Chilluns’ Croon investigates themes of the past such as absence, remembrance, spirituality, and mortality of formerly enslaved people of Wilson County, North Carolina. An intimate portrait of an African American community, Chilluns’ Croon hums songs of hope, equality, and change for new generations.
After conducting a deep research of the Wilson County area and establishing a relationship with Lisa Y. Henderson, curator of the archive Black Wide-Awake; documents of genealogical and historical interest to researchers of Wilson County’s historical African American community, both photographer and historian, worked on a selection of files to serve as inspiration for the imagery essay.
In Chilluns’ croon I used my direct yet delicate image-making approach that travers the paths of documentary and fine art photography while exploring settings of human behavior and its emotional nexus with the land.

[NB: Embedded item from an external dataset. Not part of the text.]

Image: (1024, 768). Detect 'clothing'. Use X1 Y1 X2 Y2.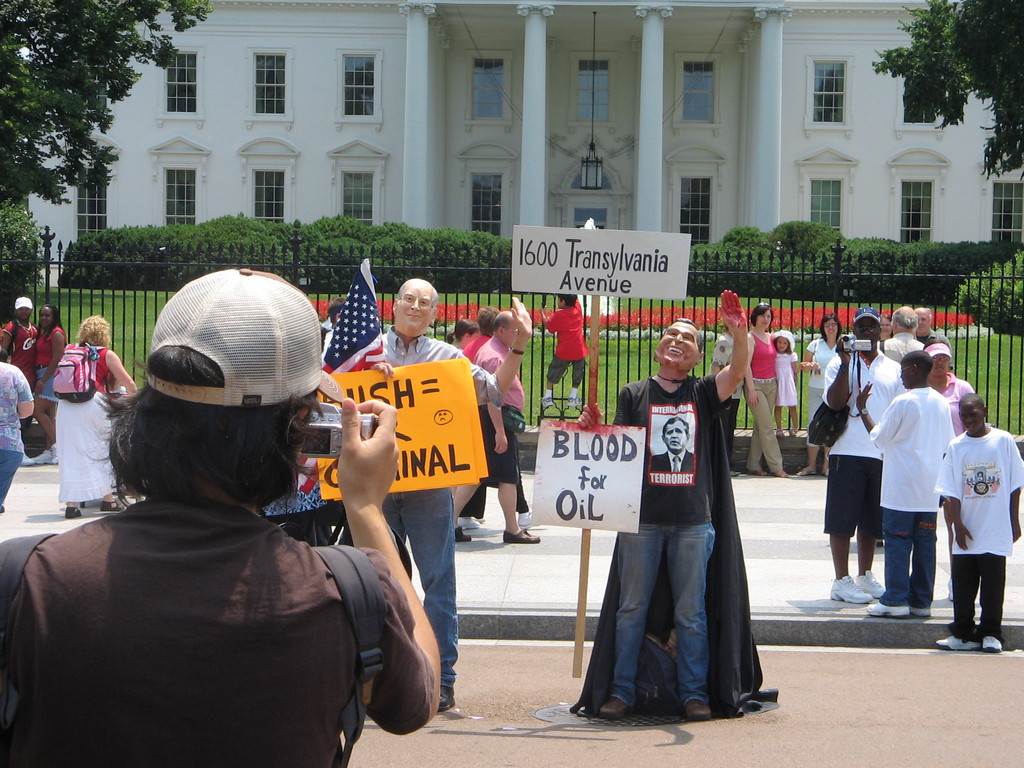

The research acts as the main subject while my practice focus on how mankind and nature interact and coexist and how time alters the relations between the two
Curated by Lisa Y. Henderson, the archive Black Wide-Awake includes a range of files, from photographs, family diaries, and plantation records to newspaper clippings of obituaries, town crimes, and social events, among others. The archive files date from the mid-1700s, times of slavery in the 1800s, segregation era in the 1900s, and documents of new local activists seeking to restore and preserve their African American legacy.
Chilluns’ Croon incorporates old transcripts from the Federal Writers Project (FWP) featuring interviews with formerly enslaved African Americans. Together, the compilation of documents reveals old spiritual beliefs and stories of love and loss from the time of slavery and segregation in the United States.